Joseph L. Butler (1901-1954)

Joseph L. Butler
Joseph L. Butler

Year Born: 1901

Year Died: 1954

Year of Induction: 1993

Pioneer – Member of CAB Hall of Fame

Butler, Joseph L. (1901-1954)

Joseph Butler was only 18 when, in 1918, he became a Marconi Communications Operator, stationed in Makkovik, Labrador and Sable Island. In 1930, he worked as an instructor in wireless operations with RCA in Boston. 1932 found him back in Newfoundland building a transmitter for station VONF (acquired by the CBC when Newfoundland joined Canada in 1949). In 1936, Mr. Butler Became involved with Walter B. Williams at VOCM – using a 100-watt transmitter he had built, was broadcasting 4 1/2 hours a day. This 1936 picture shows him reading the Terra Nova News which he did three times daily, from the old VOCM studios on Parade street. Lacking a source of international news, he would listen to the BBC, and type out the stories he would then read on VOCM.  Beides newsJoe did many jobs at he  station – sold the advertising – wrote the commercials and made the collections.

His attempts, beginning in 1946, to increase station power or to obtain an experimental FM licence and a TV licence were met with denials. It was not until after Confederation with Canada that Butler’s persistence enabled him to get a one-thousand watt transmitter on 590.

Joe Butler was also a pilot and owned a light plane which he often used to fulfil his quest for news gathering. Unfortunately, in 1954, while searching for a four-year-old boy, his plane crashed near St. John and he was killed.

Joseph Butler’s son and grandsons have carried on and have expanded VOCM’s radio service to Labrador and Newfoundland with nine stations and satellite delivery to all of North America.

In 1992, Mr. Butler became the first person to be inducted into the Newfoundland and Labrador Business Hall of Fame.

In 1993, Joseph Lacey Butler was named to the CAB Broadcast Hall of Fame.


# Aim of the exercise:
When you repeat the entries below, please keep them exact and leave out the pictures.

= Beginning of Section =

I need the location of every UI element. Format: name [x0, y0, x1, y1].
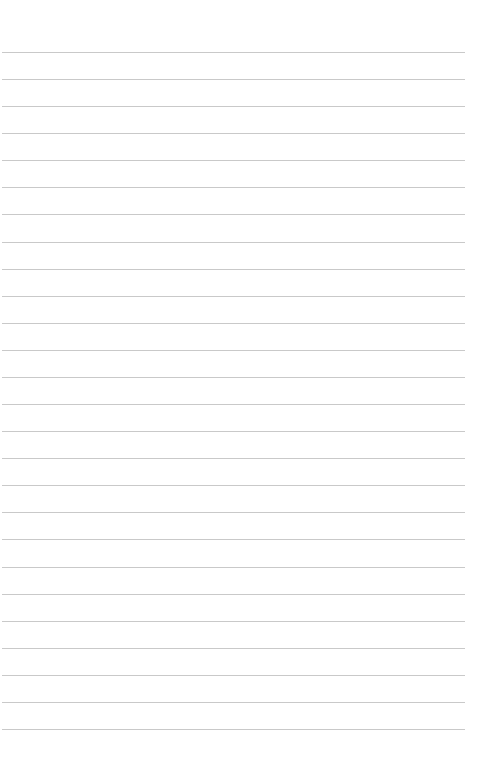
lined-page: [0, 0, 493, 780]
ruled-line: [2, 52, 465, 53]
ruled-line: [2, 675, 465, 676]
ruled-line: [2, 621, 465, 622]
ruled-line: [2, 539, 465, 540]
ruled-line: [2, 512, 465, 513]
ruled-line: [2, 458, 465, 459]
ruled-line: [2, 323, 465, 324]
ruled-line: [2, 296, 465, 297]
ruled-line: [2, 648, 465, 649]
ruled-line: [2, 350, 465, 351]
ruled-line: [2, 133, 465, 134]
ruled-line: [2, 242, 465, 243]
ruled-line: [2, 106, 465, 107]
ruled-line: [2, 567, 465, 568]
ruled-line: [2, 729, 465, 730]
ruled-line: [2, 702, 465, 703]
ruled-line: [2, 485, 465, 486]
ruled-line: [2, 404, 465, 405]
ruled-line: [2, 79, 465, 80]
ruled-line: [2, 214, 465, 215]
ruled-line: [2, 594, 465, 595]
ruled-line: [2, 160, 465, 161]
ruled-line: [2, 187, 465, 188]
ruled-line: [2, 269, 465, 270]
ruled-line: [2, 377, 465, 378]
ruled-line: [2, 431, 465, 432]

= End of Section =

# Answer for this exercise:
I need the location of every UI element. Format: name [x0, y0, x1, y1].
lined-page: [0, 0, 493, 780]
ruled-line: [2, 52, 465, 53]
ruled-line: [2, 675, 465, 676]
ruled-line: [2, 621, 465, 622]
ruled-line: [2, 539, 465, 540]
ruled-line: [2, 512, 465, 513]
ruled-line: [2, 458, 465, 459]
ruled-line: [2, 323, 465, 324]
ruled-line: [2, 296, 465, 297]
ruled-line: [2, 648, 465, 649]
ruled-line: [2, 350, 465, 351]
ruled-line: [2, 133, 465, 134]
ruled-line: [2, 242, 465, 243]
ruled-line: [2, 106, 465, 107]
ruled-line: [2, 567, 465, 568]
ruled-line: [2, 729, 465, 730]
ruled-line: [2, 702, 465, 703]
ruled-line: [2, 485, 465, 486]
ruled-line: [2, 404, 465, 405]
ruled-line: [2, 79, 465, 80]
ruled-line: [2, 214, 465, 215]
ruled-line: [2, 594, 465, 595]
ruled-line: [2, 160, 465, 161]
ruled-line: [2, 187, 465, 188]
ruled-line: [2, 269, 465, 270]
ruled-line: [2, 377, 465, 378]
ruled-line: [2, 431, 465, 432]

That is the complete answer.